Further, in another story reminiscent of today’s politics, Brotton reports that the ‘Turks had a consistent geopolitical strategy to exploit the political divisions between Catholicism and what they referred to as the ‘Luterān meẕebi’ (‘Lutheran sect’), which was described almost like one of the Ottomans’ rival Islamic sects. Such stories from around the time of the Reformation, a period of religious Fundamentalism within Europe, point to deeper aspects of shared histories between Europe and the Islamic world. This exploitation of sectarian divide was not one-sided; the Elizabethan traveller and merchant Anthony Jenkins committed himself to studying how to increase profit by exploiting the Sunni and Shi’a conflict and accessing commercial traffic through the Persian Gulf (50). The resonation of such stories of the exploitation of sectarian rifts for commercial gain will not be lost on any reader.
As England forged commercial relations with the Islamic world it did not seek to export solely linen and wool, but also arms. Elizabeth allowed the export of ‘all sorts of munitions of war’ to Morocco, unworried by the fact that Morocco was the great adversary of Portugal and Spain (62). The history of the arms trade which unfolds in the subsequent pages will also resonate with modern readers, as Brotton reports how English merchants exploited instabilities to pursue arms deals with the crown’s tacit support.
Brotton explores how these connections between Elizabethan England and the Islamic world were inscribed in English cultures and fashions, observing how the jewels and fabrics worn by Elizabeth in the ‘Rainbow Portrait’, c. 1600 are a record of extensive Anglo-Islamic trade.

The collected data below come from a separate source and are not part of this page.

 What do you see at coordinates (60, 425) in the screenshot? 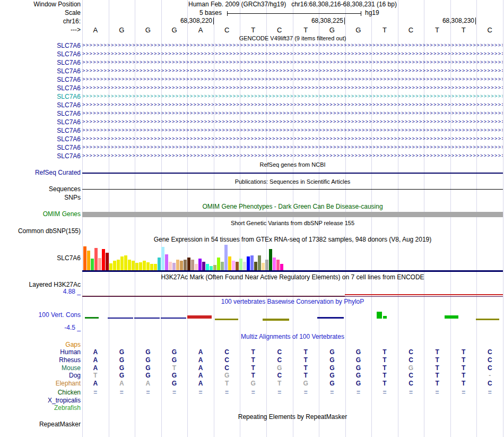
I see `repeatmasker-label: RepeatMasker` at bounding box center [60, 425].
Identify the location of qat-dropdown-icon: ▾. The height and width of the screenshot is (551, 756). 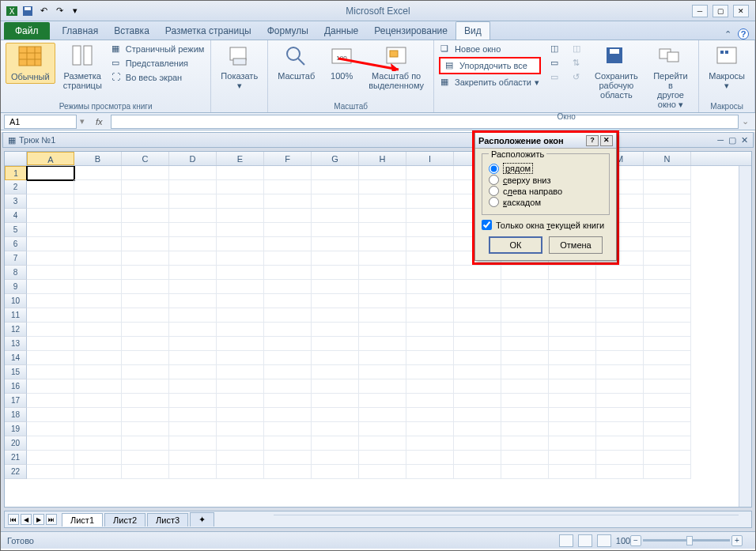
(75, 11).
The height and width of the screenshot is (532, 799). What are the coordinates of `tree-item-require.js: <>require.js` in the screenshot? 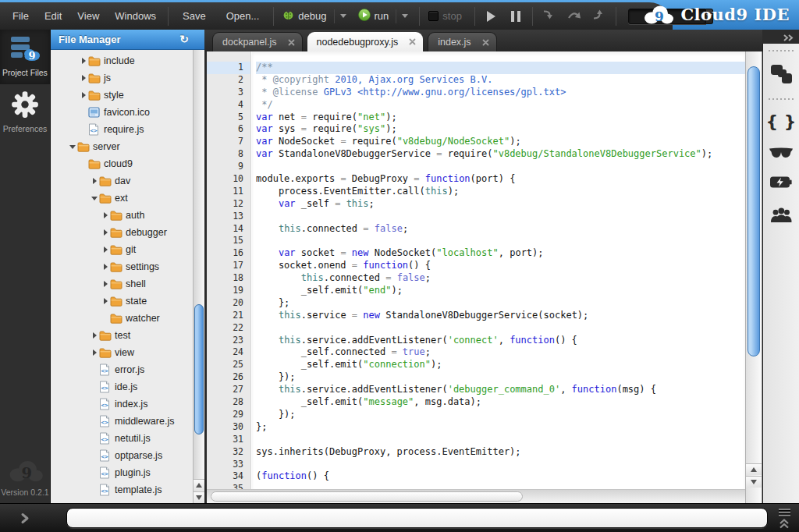 It's located at (122, 129).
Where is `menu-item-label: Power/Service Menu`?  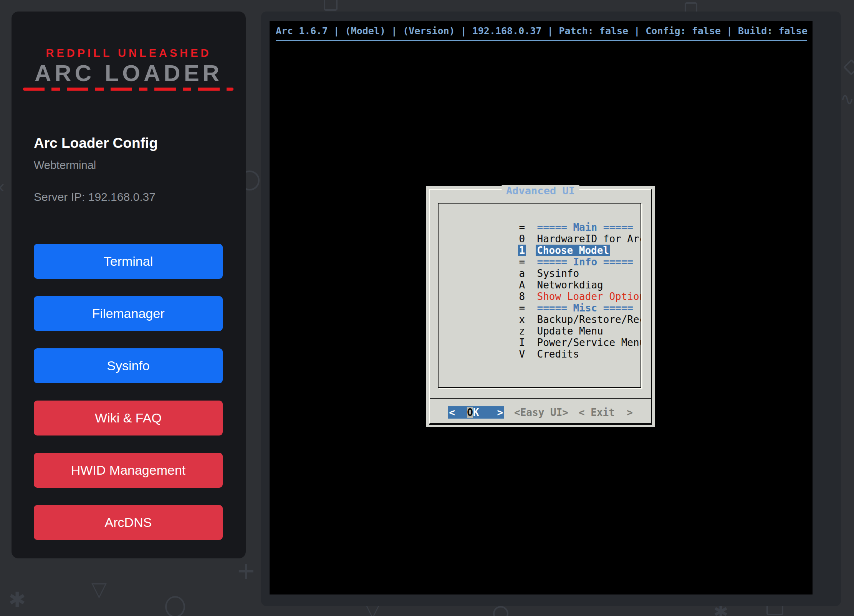 menu-item-label: Power/Service Menu is located at coordinates (589, 343).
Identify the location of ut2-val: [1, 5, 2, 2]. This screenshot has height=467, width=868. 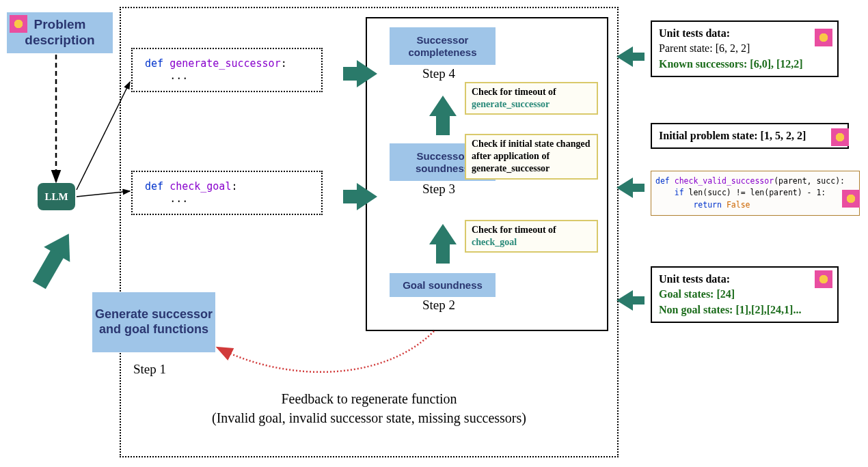
(783, 135).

And it was not just fashions and commodities that were shared, but ideas about power; Brotton draws our attention to Hans Eworth’s portrait of sultan Süleyman the Magnificent on horseback (1549), as an example of one of the many pictures of Islamic rulers that were owned by Elizabethan elites. Brotton also traces how the presence of Muslim ambassadors in London influenced the great English playwrights Christopher Marlowe and William Shakespeare. He suggests that the Moroccan ambassador Muhammad al-Annuri may have been the inspiration for Shakespeare’s Othello. Brotton notes how the representations of Muslims and Jews takes a darker turn in the hands of Marlowe and Shakespeare. This historicisation of these English literary elites encourages a more critical deconstruction of English cultural heritage.

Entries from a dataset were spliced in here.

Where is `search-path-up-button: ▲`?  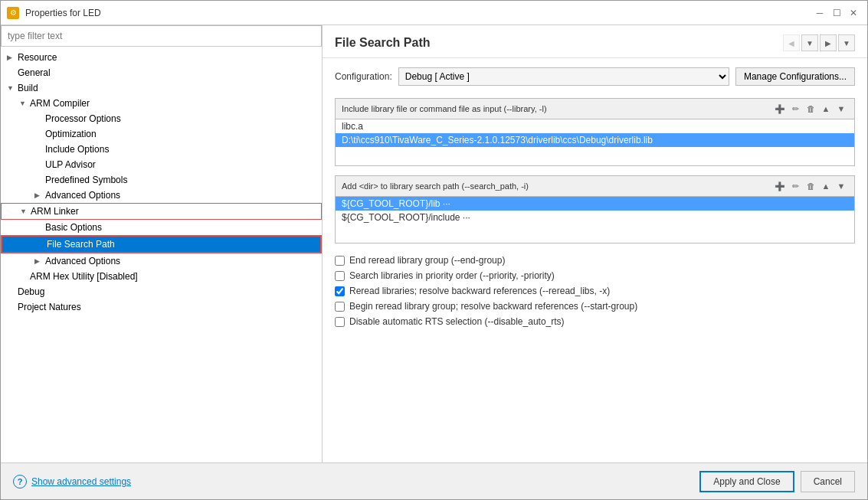
search-path-up-button: ▲ is located at coordinates (826, 186).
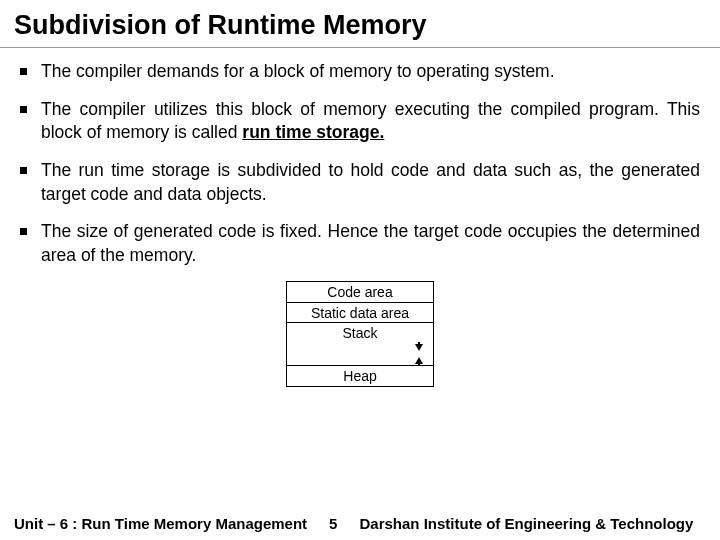 This screenshot has width=720, height=540. I want to click on footer-institute: Darshan Institute of Engineering & Techn…, so click(526, 524).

This Orient Isle makes an important contribution to global history by resituating a seemingly familiar topic, Elizabethan England and its cultural landscape from Marlowe to Shakespeare, within a global frame. It shows how global history is not the history of an ‘elsewhere’ but how the crossroads of global history streak the historical landscapes of England, which has never been an island floating on its own in space. It does not mobilise the global to imagine a cosmopolitan utopia, all flow and no resistance, but to historicise England’s relationship with Islam and with Europe, and to collect its historical experience of negotiating difference. Brotton does not romanticise the past, in fact, he points to some of the prejudices that are inscribed in our culture, but he does show how critical reflection on our own histories, and the long history of global interactions, can help us to confront our current condition.